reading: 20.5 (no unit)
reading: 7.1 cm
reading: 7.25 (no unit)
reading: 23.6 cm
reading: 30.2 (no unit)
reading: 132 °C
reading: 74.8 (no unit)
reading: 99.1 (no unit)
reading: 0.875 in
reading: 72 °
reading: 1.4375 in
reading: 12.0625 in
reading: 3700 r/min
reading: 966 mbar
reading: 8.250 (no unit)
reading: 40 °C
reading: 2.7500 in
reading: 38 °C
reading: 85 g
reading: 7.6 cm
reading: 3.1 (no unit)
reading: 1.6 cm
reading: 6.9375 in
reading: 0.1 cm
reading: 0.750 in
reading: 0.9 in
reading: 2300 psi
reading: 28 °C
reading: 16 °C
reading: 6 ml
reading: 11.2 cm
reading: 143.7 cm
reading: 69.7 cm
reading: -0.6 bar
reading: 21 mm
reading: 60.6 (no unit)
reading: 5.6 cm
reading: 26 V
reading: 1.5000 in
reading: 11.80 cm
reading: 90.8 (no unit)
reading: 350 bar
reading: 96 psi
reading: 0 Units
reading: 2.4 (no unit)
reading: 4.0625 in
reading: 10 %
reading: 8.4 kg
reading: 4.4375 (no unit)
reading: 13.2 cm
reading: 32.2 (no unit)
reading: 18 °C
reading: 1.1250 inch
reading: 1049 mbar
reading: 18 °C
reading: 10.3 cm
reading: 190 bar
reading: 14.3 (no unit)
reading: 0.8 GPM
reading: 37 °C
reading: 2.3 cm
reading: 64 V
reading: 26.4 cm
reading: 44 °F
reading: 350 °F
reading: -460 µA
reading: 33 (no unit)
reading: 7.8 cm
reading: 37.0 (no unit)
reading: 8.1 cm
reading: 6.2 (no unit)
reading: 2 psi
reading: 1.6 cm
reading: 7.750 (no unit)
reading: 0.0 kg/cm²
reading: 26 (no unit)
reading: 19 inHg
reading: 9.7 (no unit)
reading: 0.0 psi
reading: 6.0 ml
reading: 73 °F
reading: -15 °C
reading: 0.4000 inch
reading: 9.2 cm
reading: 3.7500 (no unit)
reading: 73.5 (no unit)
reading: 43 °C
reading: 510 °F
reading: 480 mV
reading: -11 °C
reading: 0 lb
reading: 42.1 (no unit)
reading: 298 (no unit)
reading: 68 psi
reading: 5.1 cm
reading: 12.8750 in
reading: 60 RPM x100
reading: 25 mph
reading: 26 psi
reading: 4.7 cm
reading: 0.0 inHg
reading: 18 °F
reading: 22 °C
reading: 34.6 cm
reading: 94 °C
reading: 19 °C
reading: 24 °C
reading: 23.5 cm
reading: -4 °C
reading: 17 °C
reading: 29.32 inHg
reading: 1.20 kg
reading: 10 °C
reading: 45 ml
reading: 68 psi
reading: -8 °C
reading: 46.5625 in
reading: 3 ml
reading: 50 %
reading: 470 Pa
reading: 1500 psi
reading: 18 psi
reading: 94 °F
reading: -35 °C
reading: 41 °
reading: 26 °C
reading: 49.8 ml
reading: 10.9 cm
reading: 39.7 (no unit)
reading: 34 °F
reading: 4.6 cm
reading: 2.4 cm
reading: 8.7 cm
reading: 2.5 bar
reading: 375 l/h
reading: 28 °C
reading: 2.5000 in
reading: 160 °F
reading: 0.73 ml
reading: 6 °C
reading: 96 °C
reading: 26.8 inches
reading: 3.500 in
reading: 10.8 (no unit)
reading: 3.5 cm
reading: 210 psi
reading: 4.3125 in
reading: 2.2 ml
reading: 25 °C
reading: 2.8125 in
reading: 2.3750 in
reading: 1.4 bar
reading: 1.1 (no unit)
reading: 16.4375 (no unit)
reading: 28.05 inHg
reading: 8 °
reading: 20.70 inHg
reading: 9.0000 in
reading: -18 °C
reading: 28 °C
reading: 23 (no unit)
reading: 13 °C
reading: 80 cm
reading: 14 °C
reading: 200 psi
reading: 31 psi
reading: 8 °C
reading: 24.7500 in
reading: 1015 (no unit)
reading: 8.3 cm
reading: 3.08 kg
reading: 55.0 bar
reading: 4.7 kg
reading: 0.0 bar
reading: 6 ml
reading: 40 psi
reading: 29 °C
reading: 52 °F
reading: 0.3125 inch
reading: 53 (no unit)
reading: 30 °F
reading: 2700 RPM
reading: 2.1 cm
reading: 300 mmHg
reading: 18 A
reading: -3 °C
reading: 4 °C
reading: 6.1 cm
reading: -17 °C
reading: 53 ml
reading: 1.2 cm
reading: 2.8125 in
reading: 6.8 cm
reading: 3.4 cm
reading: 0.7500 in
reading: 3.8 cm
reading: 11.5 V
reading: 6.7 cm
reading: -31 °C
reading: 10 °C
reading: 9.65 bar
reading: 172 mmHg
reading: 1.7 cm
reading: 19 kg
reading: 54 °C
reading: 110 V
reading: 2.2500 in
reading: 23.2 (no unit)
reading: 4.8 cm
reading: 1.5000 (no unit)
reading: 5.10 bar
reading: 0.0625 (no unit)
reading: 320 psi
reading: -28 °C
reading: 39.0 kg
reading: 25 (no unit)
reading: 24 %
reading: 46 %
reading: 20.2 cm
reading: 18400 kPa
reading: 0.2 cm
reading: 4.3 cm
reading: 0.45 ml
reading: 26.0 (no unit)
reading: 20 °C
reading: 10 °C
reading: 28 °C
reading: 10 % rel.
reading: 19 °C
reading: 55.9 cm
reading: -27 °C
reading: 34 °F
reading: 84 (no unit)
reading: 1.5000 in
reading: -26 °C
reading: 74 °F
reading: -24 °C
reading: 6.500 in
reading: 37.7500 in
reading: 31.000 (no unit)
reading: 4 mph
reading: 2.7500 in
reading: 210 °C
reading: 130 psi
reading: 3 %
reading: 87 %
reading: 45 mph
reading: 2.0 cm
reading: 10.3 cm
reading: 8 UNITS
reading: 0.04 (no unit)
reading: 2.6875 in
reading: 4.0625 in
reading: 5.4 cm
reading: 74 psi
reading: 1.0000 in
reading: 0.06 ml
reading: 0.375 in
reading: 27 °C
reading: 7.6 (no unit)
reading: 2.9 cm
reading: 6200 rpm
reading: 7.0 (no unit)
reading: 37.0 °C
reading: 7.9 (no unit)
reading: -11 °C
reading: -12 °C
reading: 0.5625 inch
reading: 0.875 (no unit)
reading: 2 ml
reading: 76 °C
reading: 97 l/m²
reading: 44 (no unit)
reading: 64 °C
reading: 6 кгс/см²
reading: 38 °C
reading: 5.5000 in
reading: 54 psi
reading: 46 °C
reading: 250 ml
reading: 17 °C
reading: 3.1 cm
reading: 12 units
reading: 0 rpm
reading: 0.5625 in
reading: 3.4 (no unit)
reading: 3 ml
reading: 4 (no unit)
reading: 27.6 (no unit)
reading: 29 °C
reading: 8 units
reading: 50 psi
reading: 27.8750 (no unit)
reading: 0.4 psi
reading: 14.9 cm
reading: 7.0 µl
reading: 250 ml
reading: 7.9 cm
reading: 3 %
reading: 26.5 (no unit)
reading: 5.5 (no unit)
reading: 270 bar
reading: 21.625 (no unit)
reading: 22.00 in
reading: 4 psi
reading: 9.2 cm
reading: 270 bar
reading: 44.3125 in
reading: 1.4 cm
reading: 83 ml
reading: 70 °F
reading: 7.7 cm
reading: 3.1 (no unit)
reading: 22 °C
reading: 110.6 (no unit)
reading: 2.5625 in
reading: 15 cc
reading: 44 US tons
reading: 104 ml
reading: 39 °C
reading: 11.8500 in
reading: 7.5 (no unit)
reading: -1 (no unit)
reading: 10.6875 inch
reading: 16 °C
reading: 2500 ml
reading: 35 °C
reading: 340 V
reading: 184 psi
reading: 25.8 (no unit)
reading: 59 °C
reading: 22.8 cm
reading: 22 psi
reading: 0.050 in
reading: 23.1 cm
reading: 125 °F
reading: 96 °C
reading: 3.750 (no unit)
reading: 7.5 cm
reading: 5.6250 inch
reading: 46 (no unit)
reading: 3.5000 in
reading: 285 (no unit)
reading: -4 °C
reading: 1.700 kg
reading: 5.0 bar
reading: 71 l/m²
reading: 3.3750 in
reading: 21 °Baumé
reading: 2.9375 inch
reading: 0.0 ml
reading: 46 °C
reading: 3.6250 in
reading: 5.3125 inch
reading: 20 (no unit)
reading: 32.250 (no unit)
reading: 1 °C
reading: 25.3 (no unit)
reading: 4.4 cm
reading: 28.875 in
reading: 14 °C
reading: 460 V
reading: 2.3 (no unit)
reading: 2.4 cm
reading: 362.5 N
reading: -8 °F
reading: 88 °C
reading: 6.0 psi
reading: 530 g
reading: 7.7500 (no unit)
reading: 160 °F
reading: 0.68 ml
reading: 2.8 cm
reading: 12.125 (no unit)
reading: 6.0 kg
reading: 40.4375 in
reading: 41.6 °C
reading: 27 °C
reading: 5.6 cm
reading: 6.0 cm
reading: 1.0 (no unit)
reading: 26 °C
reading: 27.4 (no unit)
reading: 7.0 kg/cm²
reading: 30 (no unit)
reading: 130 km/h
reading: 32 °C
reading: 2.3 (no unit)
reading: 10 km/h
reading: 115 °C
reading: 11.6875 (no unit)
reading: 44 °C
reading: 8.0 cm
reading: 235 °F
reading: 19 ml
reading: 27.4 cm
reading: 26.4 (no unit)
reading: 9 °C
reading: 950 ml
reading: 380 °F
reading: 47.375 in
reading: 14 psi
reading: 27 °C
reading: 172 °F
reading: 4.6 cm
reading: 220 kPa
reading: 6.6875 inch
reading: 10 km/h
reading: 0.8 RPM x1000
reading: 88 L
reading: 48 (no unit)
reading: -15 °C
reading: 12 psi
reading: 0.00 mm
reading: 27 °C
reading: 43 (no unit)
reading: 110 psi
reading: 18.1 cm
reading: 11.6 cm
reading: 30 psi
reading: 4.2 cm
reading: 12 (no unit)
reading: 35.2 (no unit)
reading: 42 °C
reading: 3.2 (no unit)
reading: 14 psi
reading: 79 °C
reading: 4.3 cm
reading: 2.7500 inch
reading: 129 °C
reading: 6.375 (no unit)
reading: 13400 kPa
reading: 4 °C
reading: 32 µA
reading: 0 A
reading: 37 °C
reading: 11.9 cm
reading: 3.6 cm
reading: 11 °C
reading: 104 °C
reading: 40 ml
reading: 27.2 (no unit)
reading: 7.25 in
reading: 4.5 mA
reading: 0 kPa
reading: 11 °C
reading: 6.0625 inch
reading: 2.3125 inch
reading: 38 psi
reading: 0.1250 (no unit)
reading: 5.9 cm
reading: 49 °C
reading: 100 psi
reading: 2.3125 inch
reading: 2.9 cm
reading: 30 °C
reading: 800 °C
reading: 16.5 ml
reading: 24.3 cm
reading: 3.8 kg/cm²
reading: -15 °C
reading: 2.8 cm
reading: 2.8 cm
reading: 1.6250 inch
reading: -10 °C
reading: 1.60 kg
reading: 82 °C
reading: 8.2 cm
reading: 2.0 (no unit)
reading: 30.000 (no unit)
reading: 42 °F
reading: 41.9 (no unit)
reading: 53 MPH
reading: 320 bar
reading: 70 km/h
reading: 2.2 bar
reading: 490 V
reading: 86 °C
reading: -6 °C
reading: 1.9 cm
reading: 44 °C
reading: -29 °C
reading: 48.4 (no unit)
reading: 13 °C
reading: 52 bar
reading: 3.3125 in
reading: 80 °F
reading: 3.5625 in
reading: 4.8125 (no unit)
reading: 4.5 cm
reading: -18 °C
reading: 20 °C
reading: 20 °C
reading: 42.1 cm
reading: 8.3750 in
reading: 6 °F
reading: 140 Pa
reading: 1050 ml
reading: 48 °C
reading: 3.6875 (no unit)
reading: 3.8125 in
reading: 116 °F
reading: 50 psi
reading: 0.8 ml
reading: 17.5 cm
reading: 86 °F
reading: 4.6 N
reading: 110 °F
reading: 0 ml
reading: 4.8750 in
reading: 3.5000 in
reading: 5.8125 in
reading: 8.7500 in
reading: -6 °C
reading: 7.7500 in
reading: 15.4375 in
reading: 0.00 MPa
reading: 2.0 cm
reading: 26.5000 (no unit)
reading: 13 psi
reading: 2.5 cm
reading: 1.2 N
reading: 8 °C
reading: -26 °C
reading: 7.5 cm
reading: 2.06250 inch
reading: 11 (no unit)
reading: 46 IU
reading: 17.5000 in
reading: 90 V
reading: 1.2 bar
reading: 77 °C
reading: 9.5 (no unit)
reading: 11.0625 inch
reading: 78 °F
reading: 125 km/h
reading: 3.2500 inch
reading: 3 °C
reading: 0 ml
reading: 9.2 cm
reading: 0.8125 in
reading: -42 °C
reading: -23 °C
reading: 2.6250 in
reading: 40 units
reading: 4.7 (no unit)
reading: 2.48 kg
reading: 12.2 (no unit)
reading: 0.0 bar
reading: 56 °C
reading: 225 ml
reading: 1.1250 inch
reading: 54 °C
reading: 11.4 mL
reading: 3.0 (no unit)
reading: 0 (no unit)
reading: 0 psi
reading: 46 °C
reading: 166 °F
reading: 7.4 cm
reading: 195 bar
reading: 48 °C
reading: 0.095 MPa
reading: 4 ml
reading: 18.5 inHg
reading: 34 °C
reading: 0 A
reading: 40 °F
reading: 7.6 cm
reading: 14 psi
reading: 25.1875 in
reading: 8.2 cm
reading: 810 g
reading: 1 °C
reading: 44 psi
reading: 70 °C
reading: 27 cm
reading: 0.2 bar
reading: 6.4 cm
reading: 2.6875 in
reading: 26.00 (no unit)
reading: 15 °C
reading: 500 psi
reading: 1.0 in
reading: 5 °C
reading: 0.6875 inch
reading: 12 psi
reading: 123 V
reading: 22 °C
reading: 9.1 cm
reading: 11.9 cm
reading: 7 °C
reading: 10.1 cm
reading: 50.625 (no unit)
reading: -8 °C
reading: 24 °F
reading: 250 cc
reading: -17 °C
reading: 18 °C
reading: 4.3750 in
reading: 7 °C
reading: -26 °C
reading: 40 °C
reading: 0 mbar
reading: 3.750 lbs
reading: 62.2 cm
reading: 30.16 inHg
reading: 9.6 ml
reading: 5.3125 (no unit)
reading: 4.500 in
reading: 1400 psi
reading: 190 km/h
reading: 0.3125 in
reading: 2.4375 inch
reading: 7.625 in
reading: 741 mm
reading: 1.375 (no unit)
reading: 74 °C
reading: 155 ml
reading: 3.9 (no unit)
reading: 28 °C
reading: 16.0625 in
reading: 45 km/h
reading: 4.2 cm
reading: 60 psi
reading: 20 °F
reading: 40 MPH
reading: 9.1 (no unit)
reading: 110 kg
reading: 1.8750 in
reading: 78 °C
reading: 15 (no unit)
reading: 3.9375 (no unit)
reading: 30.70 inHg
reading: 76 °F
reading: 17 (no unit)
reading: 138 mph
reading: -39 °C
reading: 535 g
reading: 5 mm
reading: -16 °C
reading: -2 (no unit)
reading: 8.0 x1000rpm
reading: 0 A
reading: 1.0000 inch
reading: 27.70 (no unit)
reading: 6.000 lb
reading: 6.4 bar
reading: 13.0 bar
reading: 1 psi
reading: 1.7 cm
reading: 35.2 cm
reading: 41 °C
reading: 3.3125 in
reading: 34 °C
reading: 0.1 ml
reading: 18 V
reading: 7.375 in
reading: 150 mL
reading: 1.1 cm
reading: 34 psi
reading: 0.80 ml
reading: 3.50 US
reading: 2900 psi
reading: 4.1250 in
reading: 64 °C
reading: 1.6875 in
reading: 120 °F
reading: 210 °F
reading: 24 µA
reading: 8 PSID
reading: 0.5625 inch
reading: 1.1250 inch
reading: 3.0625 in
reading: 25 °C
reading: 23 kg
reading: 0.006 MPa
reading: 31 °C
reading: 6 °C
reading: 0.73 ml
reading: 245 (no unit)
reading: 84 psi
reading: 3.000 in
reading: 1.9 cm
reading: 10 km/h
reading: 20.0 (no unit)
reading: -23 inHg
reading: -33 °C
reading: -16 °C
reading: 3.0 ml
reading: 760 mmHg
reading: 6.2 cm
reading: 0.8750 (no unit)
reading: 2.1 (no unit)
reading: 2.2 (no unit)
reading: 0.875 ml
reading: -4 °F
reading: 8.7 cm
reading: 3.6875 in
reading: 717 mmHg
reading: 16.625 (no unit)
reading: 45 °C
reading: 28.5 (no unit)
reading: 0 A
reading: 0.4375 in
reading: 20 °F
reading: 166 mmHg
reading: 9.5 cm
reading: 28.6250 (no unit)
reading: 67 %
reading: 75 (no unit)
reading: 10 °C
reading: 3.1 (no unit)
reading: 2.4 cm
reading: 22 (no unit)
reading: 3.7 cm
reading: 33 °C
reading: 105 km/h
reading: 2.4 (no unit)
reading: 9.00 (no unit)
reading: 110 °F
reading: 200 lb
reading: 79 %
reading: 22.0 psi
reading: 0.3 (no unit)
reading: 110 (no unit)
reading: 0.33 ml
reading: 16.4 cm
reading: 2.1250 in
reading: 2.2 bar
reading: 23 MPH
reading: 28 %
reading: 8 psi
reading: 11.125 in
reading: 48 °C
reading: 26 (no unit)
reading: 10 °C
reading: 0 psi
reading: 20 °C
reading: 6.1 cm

* * * *

- [Task brief]
Would you count the lines in the data that contain the word "mmHg" and state only the number?

- [Output]
5